• _Required action_
Find, in the records below, the line that contains "Describe the element at coordinates (15, 121)" and the line that contains "You are a GUI". Copy those two lines and everything between them exactly, but not the pictures.

• _Listed entries_
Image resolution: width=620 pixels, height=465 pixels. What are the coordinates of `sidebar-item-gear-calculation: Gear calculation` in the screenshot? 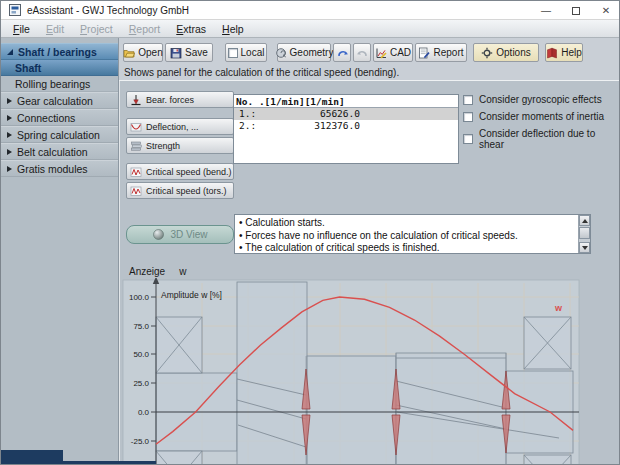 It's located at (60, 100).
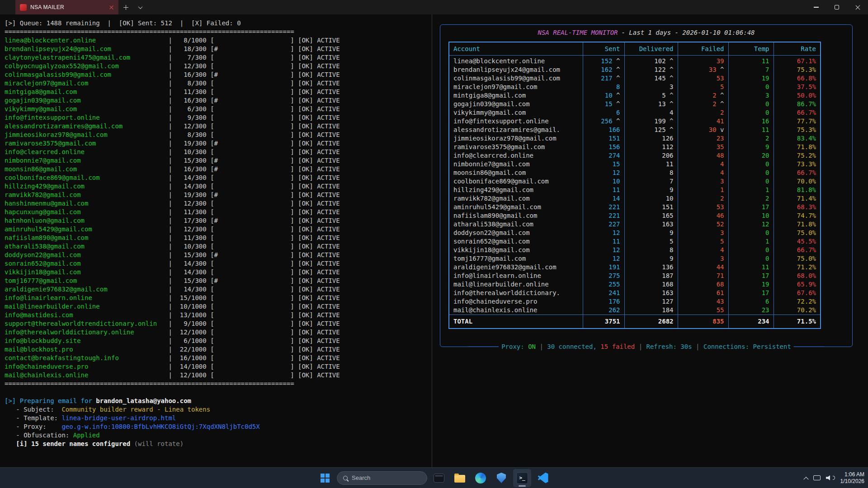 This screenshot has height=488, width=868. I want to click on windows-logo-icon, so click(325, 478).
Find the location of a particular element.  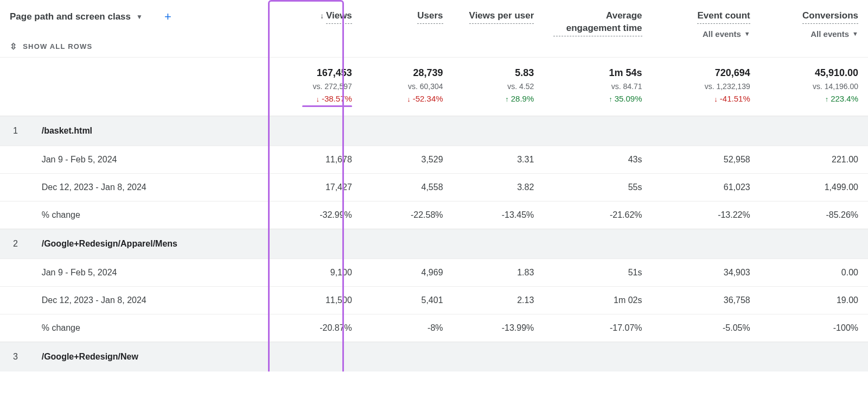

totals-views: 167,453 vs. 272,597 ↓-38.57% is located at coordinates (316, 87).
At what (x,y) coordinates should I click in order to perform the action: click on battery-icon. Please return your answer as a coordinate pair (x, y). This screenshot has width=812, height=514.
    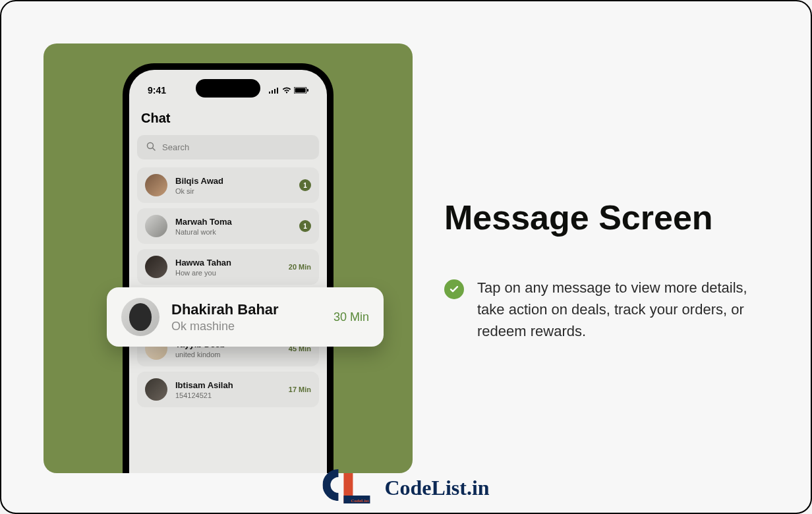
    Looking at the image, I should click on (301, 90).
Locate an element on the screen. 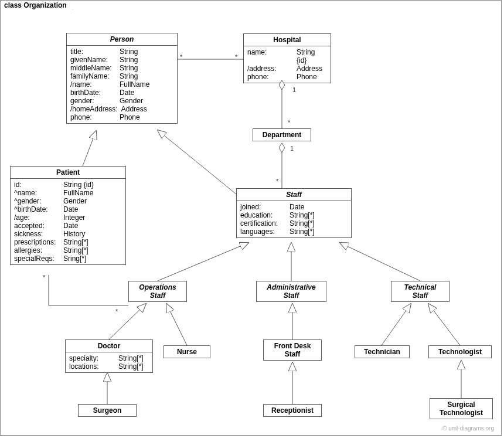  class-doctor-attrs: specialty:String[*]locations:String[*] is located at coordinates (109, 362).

--

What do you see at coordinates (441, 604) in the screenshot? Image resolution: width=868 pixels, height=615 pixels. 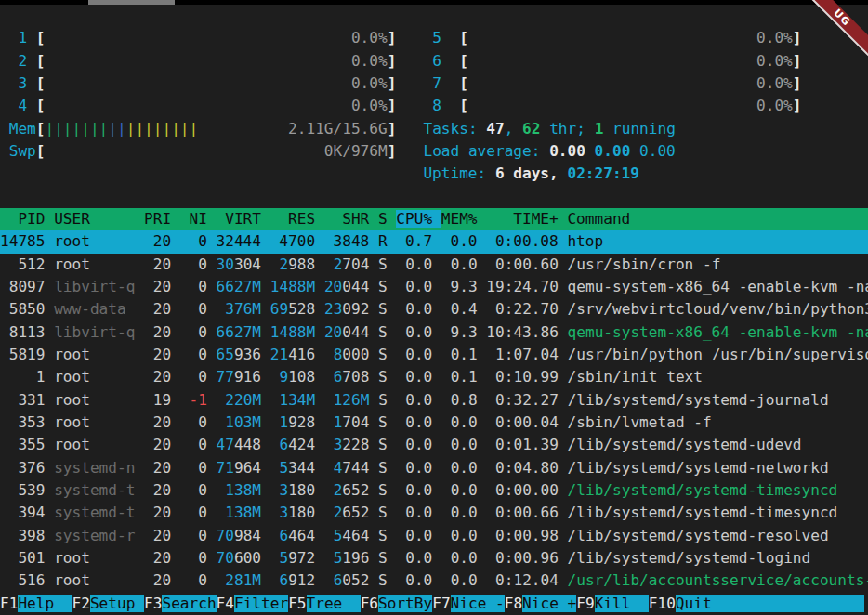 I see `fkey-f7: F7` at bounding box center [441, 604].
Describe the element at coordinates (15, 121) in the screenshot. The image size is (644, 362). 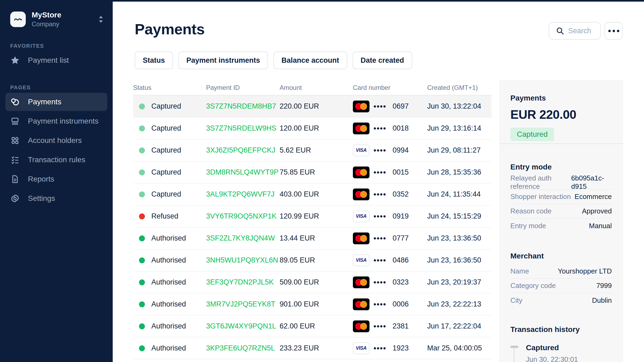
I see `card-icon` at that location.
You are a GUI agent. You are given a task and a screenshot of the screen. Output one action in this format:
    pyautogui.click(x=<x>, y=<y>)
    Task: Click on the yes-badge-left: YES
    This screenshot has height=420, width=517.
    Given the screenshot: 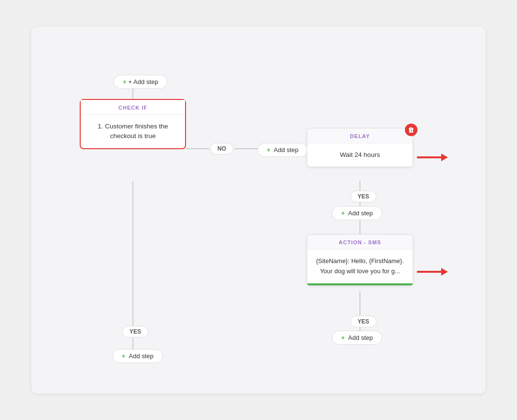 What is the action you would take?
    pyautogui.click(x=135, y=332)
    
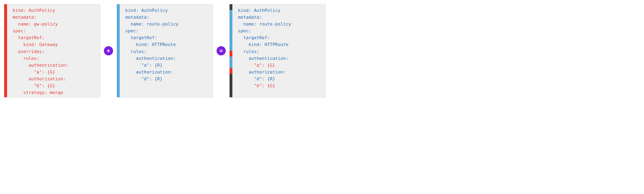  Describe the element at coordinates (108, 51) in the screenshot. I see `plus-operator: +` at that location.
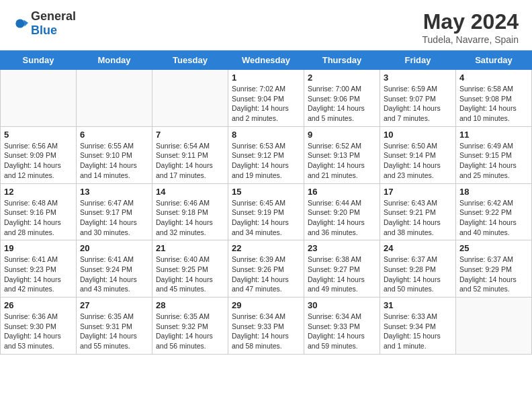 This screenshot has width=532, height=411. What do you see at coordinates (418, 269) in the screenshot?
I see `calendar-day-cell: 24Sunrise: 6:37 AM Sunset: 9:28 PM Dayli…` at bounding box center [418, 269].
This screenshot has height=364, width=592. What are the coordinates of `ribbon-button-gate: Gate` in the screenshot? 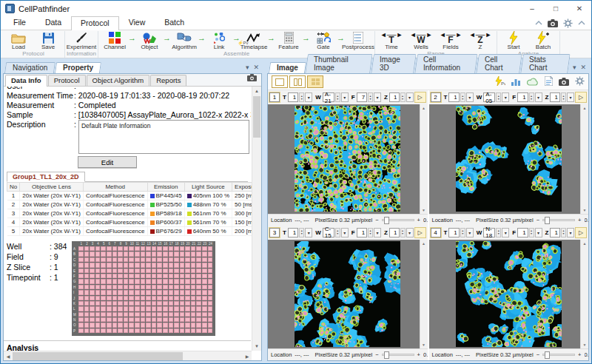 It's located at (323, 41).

...

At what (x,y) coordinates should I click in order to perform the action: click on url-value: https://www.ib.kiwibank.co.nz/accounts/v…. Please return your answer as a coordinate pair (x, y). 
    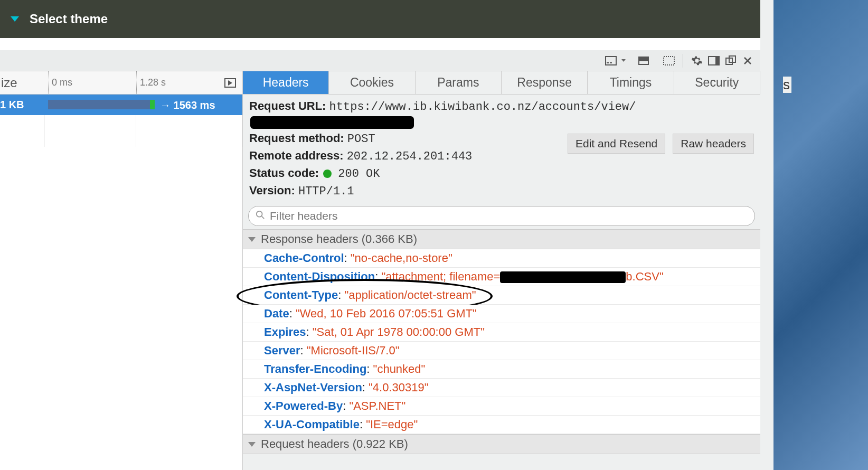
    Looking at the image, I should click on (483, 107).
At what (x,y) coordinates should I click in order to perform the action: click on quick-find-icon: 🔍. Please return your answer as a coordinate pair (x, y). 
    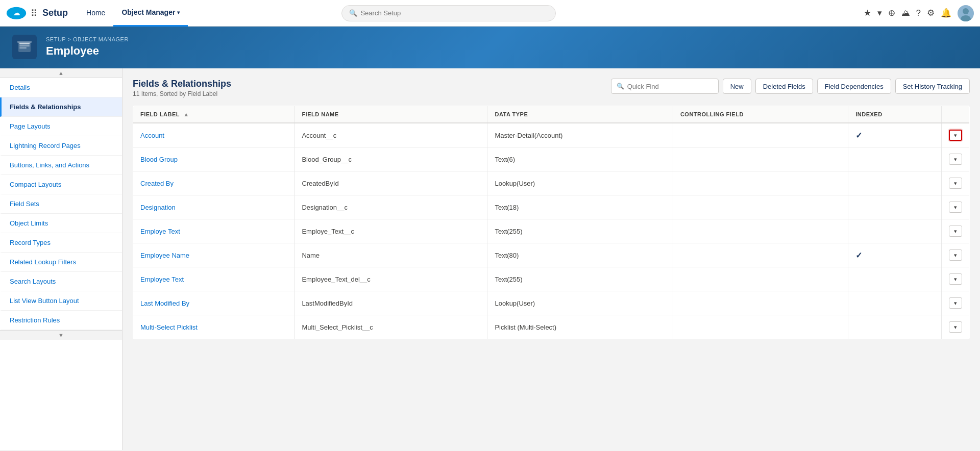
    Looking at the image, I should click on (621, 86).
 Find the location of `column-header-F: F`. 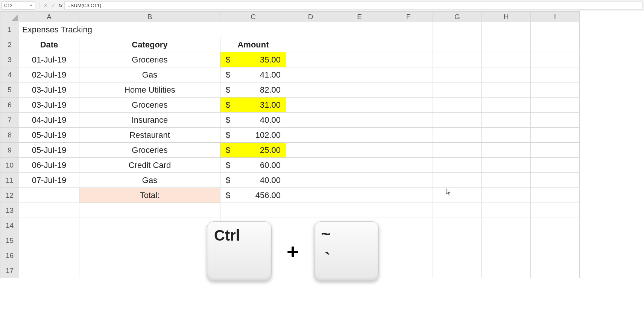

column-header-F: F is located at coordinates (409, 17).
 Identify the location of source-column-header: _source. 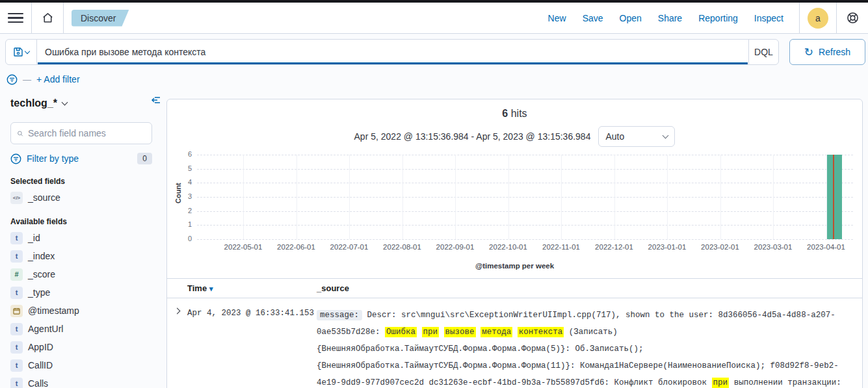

• _Response box_
Describe the element at coordinates (15, 121) in the screenshot. The image size is (644, 362). 
I see `card-icon` at that location.
You are a GUI agent. You are given a task and a screenshot of the screen. Output one action in this format:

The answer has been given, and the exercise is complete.